What is transipration?
- Loss of water vapour from aerial parts of plant.
What is cohesion?
- The water molecules are attracted to each other due to the hydrogen bonds in the water molecules.
What type of strength does cohesion cause?
- Great tensile strength.
What is adhesion?
- The force of attraction between the water molecules and the vessel wall.
What are 4 pieces of evidence for the cohesion-tension model?
- Xylem vessel punctured, air enters (water under tension not pressure).
- Xylem have lignin to stop collapsing under tension.
- Rates of water uptake linked to rate of transpiration.
- Fine columns of water under tension show sufficient tensile strength to account for transport to highest trees.
What are the 4 factors affecting rate of water movement?
- Temperature.
- Light.
- Humidity.
- Air movements.
How does raising temperature affect the rate of water movement?
- Water molecules have more kinetic energy.

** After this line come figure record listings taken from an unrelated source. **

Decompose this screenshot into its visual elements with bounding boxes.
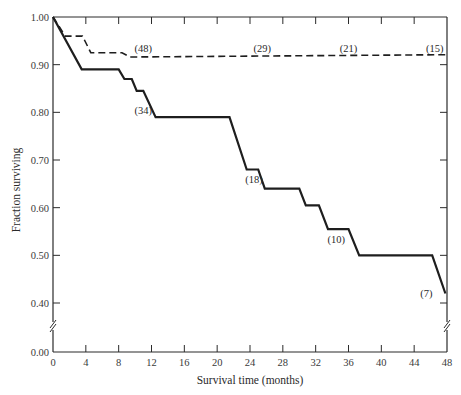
x-tick-label: 36: [343, 357, 354, 368]
survival-chart: 1.000.900.800.700.600.500.400.00 0481216…: [0, 0, 461, 395]
y-tick-label: 0.50: [31, 250, 49, 261]
y-tick-label: 0.60: [31, 203, 49, 214]
y-tick-label: 0.90: [31, 60, 49, 71]
y-tick-label: 0.80: [31, 107, 49, 118]
at-risk-label: (29): [254, 43, 272, 55]
at-risk-label: (48): [135, 43, 153, 55]
solid-survival-curve: [53, 17, 445, 294]
at-risk-label: (34): [135, 105, 153, 117]
x-tick-label: 40: [376, 357, 387, 368]
x-tick-label: 16: [179, 357, 190, 368]
x-tick-label: 12: [146, 357, 157, 368]
x-tick-label: 20: [212, 357, 223, 368]
x-tick-label: 28: [278, 357, 289, 368]
y-tick-label: 1.00: [31, 12, 49, 23]
y-axis-title: Fraction surviving: [10, 147, 23, 232]
y-tick-label: 0.70: [31, 155, 49, 166]
x-tick-label: 44: [409, 357, 420, 368]
x-tick-label: 8: [116, 357, 121, 368]
x-tick-label: 48: [442, 357, 453, 368]
survival-curves: [53, 17, 447, 294]
y-tick-label: 0.00: [31, 347, 49, 358]
at-risk-label: (21): [340, 43, 358, 55]
x-tick-label: 24: [245, 357, 256, 368]
x-tick-label: 0: [50, 357, 55, 368]
at-risk-label: (15): [426, 43, 444, 55]
y-tick-label: 0.40: [31, 298, 49, 309]
at-risk-label: (7): [420, 288, 433, 300]
x-tick-label: 4: [83, 357, 89, 368]
x-tick-label: 32: [310, 357, 321, 368]
at-risk-annotations: (48)(29)(21)(15)(34)(18)(10)(7): [135, 43, 444, 300]
at-risk-label: (18): [245, 174, 263, 186]
at-risk-label: (10): [327, 234, 345, 246]
x-axis-title: Survival time (months): [197, 374, 304, 387]
y-axis-ticks: 1.000.900.800.700.600.500.400.00: [31, 12, 447, 358]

- More energy - more molecules evaporate into air spaces + diffuse out faster ∴ higher rate of transpiration.
How does decreasing light intensity affect the rate of water movement?
- Guard cells loose turgidity + flatten against each other.
- Closes stomatal pores ∴ diffusion of water vapour severely restricted.
How does increasing humidity affect the rate of water movement?
- Number of water molecules increases.
- Diffusion grad. compared to in leaf is reduced ∴ slower rate of diffusion.
How decreasing air movement affect the rate of water movement?
- Water vapour tends to build up close to surface of leaf.
- Reduces diffusion grad. + slows transpiration.
What is the casparian strip?
- Wax strip in endodermis cells near root hair cells.
What is the consequence of having a casparian strip?
- Water has to pass through cytoplasm as apoplast pathway is temporarily blocked.
Translocation?
- Transport of manufactured solutes e.g. sucrose + AAs in phloem.
Mass flow?
- Transport in which pressure difference are used to move fluid to carry substances in one direction.
What is the mass-flow hypothesis?
- Pressure differences drive fluid movement.
- Leaf - source area - sugars made ∴ low water potential, water enters ∴ high hydrostatic pressure.
- Other parts - sink area - sugar converted into insoluble starch ∴ high water potential, water out of cell ∴ low hydrostatic pressure.
- Source - phloem - sink - xylem - source - etc.
What are 3 strengths of the mass flow hypothesis model?
- Can measure gradients + show they are present.
- Pierced by insect mouth, contents of sieve tubes flow out, showing them to be under pressure.
- Links xylem + phloem systems in plausible way.
What are 4 weaknesses of the mass-flow hypothesis model?
- Organic solutes move around the plant in different directions, not just to lowest sink pressures.
- Sieve + companion are alive + do not work if killed, model doesn’t explain why.
- Starch found in many plant cells not just sinks.
- Model suggests entirely passive process, but phloem has higher metabolic rate than most other plant tissues.
What are 3 other features that the mass-flow hypothesis model does not explain?
- Sugars need to be loaded into sieve tubes at the source, this is not fully explained.
- Why do all sieve tubes contain phloem protein strands?
- What is a purpose of sieve plates? They seem to hinder mass flow not help it.